About Ellen

Ellen Kushner weaves together multiple careers as a writer, radio host, teacher, performer and public speaker.

A graduate of Barnard College (who also attended Bryn Mawr), she grew up in Cleveland, Ohio. She began her career in publishing as a fiction editor in New York City, but left to write her first novel, Swordspoint, which became a cult classic.

She then moved to Boston, where she became a radio host for WGBH. In 1996 there, she launched Sound & Spirit, PRI's award-winning national public radio series, which Bill Moyers called "the best program on public radio, bar none." The program aired nationally until 2010 with Ellen as host and writer; many of the original shows can now be heard archived online.

Her first novel, Swordspoint: A Melodrama of Manners, which begins her "Riverside" series, was hailed as the progenitor of the "Mannerpunk" (or "Fantasy of Manners") school of urban fantasy. The next in the series, The Privilege of the Sword, a genre-crossing, gender-bending novel, earned an eclectic range of honors, and won the Locus Award. The third in the series, The Fall of the Kings, co-written with Delia Sherman, "taps into fantasy's genuine source of drama, its ability to haunt, appall, transform (Locus)."

Her second novel, Thomas the Rhymer (1991 World Fantasy Award and the Mythopoeic Award) stands alone as a work of mythic fiction with strong musical ties. Her short stories have appeared in award-winning anthologies, including The Year's Best Fantasy and Horror. Complete bibliography here.

Ellen Kushner's work has been translated into many languages, including Japanese, French, Dutch, German, Spanish, Latvian and Finnish. An enthusiastic traveler, she has been Guest of Honor at conventions all over the world. She has also taught writing at the prestigious Clarion Workshop, and the Hollins University graduate program in Children's Literature.

As a performer, her solo spoken word works include Esther: the Feast of Masks, and The Golden Dreydl: a Klezmer 'Nutcracker' for Chanukah (with Shirim Klezmer Orchestra, on Rykodisc CD), which she revised and published as a children's chapter book as The Golden Dreydl (Charlesbridge). In 2008, Vital Theatre in New York City commissioned her to script a fullscale theatrical version. The Klezmer Nutcracker played to sold-out audiences, with Kushner in the role of the magical Tante Miriam.

Recent projects include Welcome to Bordertown (2011, co-edited with Holly Black), an anthology of new stories from Terri Windling's seminal shared-world series, and The Witches of Lublin, a musical audio drama written with Elizabeth Schwartz & Yale Strom for public radio, featuring Tovah Feldshuh and Simon Jones (Gabriel, Gracie and Wilbur Awards) and produced by SueMedia. In audiobook form, both were Audie Award finalists.

In 2012, Kushner entered the world of audiobooks, narrating and co-producing "illuminated" versions of both her novels Swordspoint and The Privilege of the Sword with SueMedia Productions for "Neil Gaiman Presents" at Audible.com. Both were selected as Audie Award finalists in 2013. A third is in production.

Ellen Kushner is a co-founder and past president of the Interstitial Arts Foundation, an organization supporting work that falls between genre categories. She lives in New York City with author and educator Delia Sherman, a lot of books, airplane and theater ticket stubs, and no cats whatsoever.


Go to the line containing "Identify the location of a: Reviews." below; retype it and all following lines exactly, and leave out the pictures.

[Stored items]
--------

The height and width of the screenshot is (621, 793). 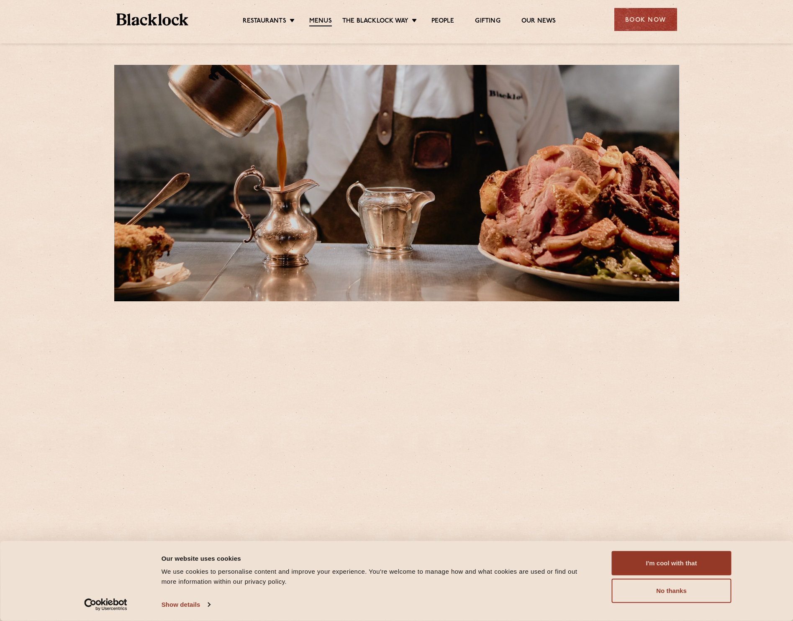 I want to click on div: We use cookies to personalise content and improve your experience. You're welcome to manage how a..., so click(x=377, y=577).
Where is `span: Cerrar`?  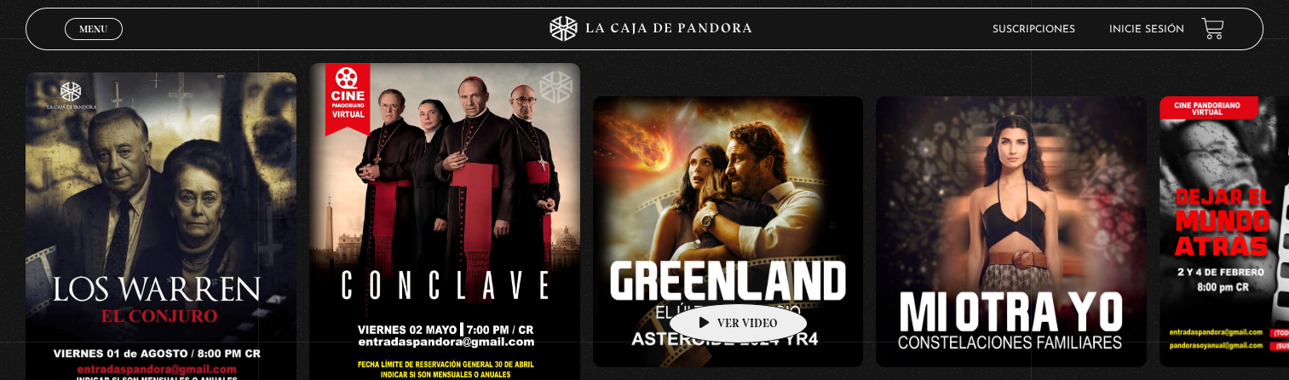 span: Cerrar is located at coordinates (93, 44).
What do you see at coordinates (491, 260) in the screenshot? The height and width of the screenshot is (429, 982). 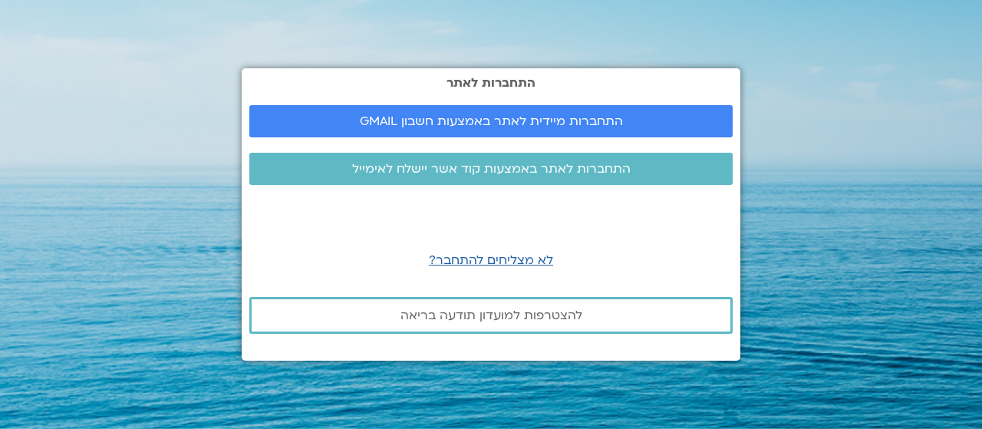 I see `a: לא מצליחים להתחבר?` at bounding box center [491, 260].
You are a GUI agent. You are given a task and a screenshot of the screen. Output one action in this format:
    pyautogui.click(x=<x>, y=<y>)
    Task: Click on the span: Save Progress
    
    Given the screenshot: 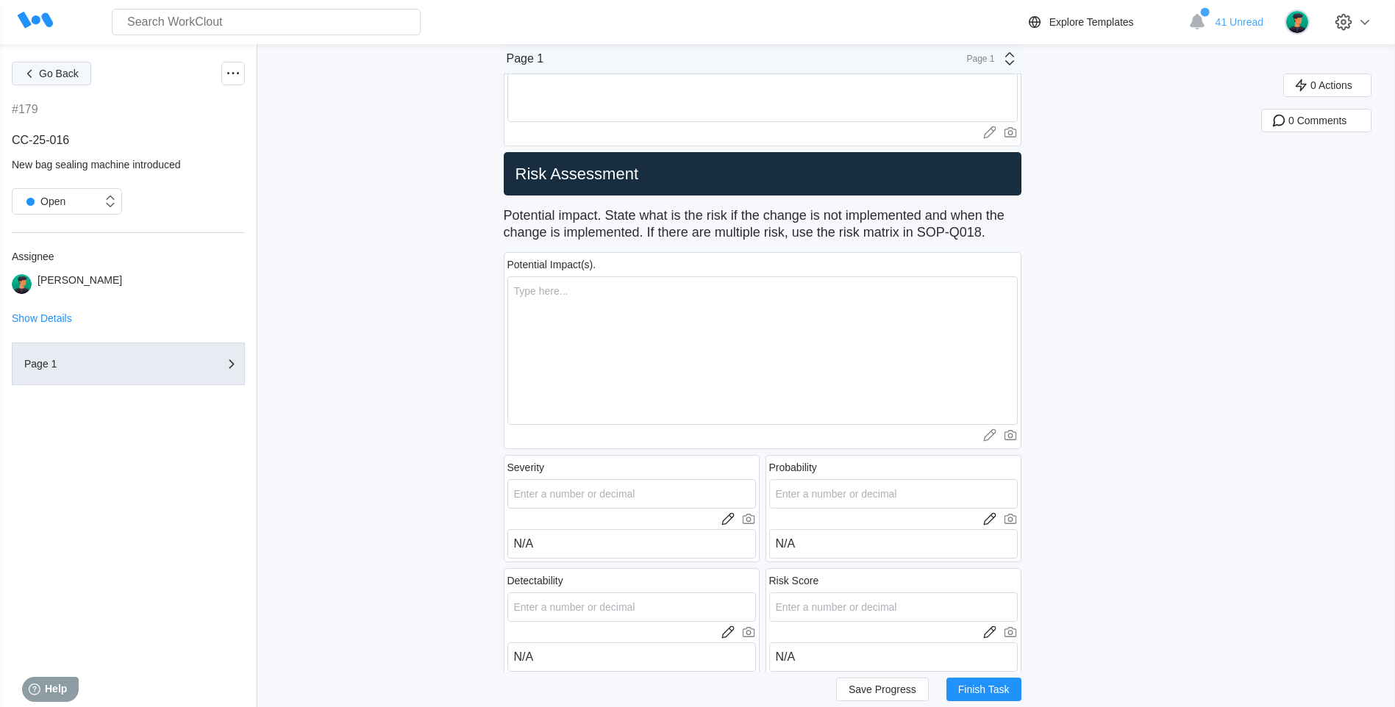 What is the action you would take?
    pyautogui.click(x=882, y=690)
    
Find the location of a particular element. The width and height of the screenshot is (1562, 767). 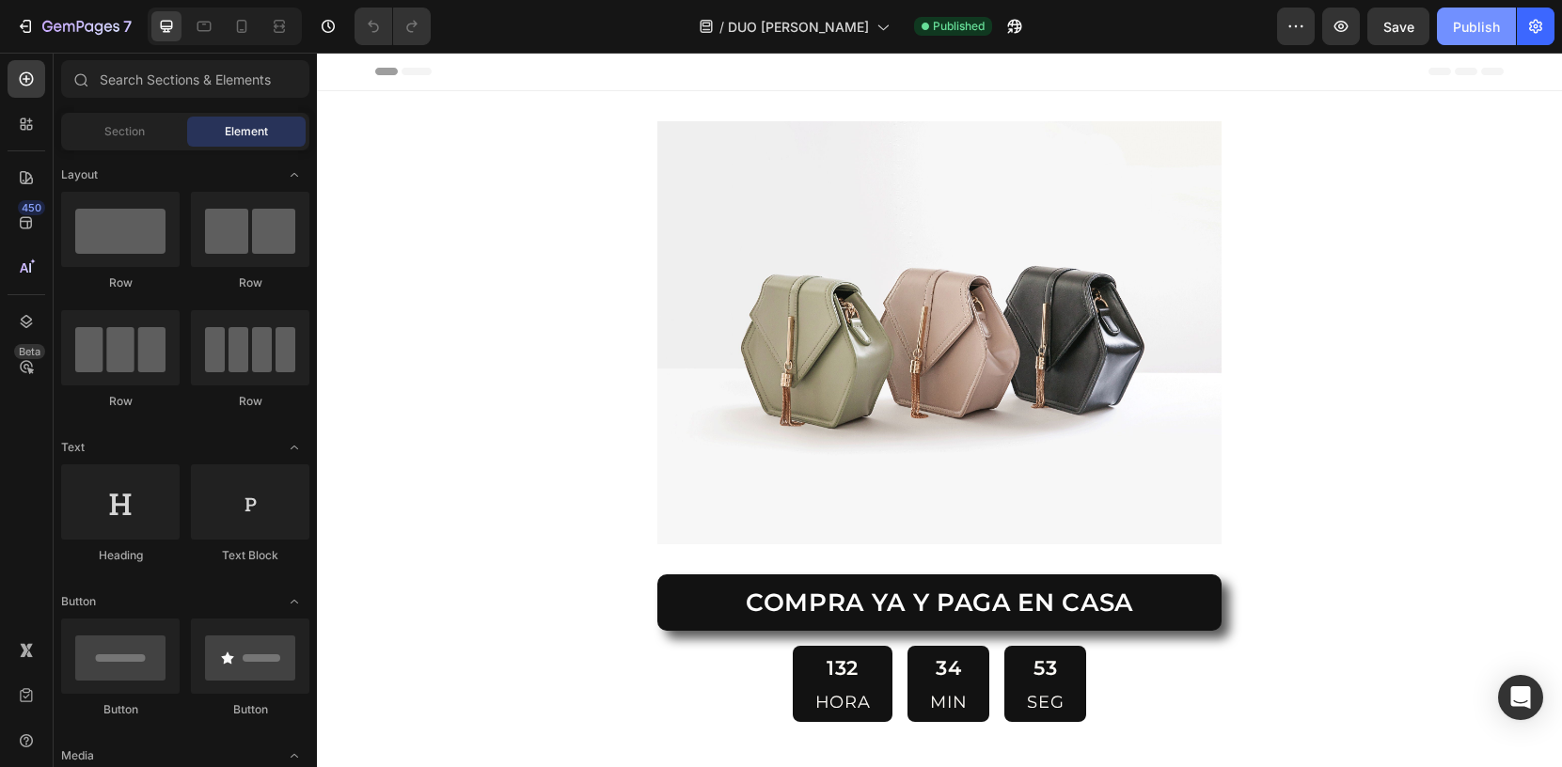

div: 450 is located at coordinates (31, 208).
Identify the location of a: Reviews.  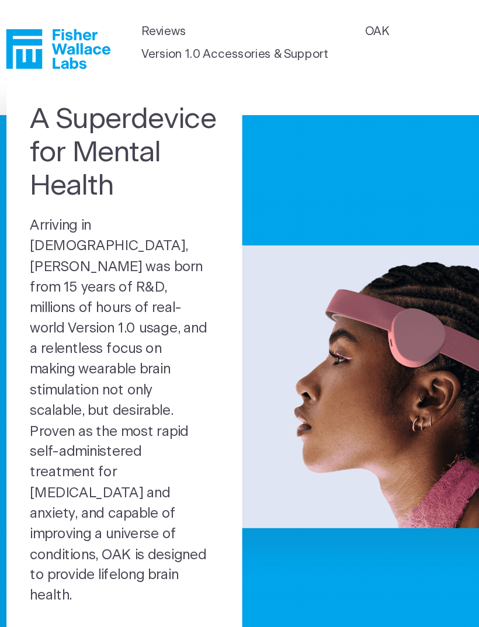
(153, 27).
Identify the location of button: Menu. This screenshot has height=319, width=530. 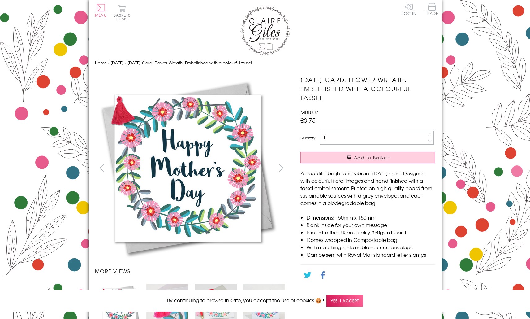
(101, 11).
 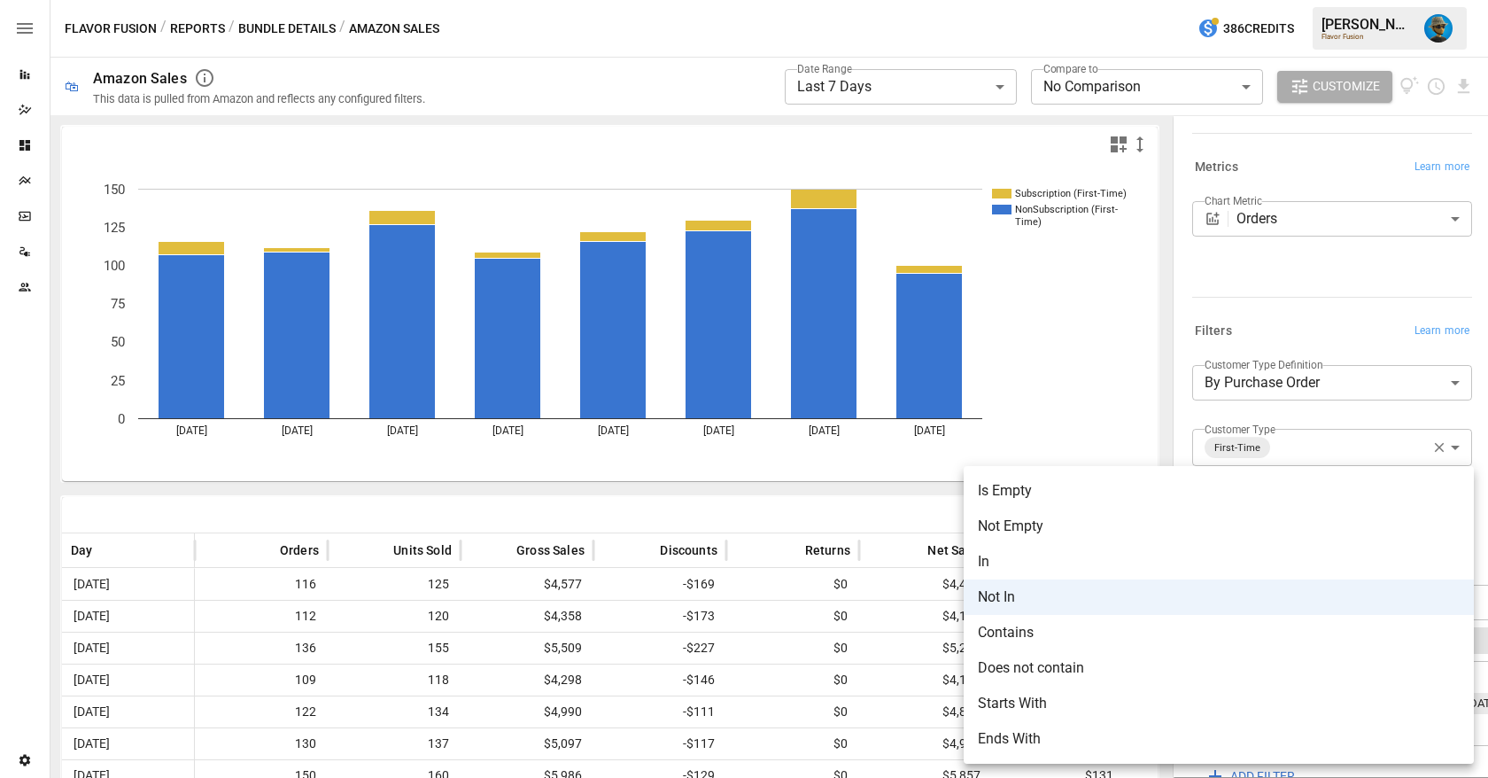 I want to click on li: Ends With, so click(x=1219, y=739).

--------

ANSWER TO THIS TASK ▸
Identify the location of a: Reviews.  
(153, 27).
Identify the location of button: Menu. This screenshot has height=319, width=530. 
(101, 11).
  I want to click on li: Ends With, so click(x=1219, y=739).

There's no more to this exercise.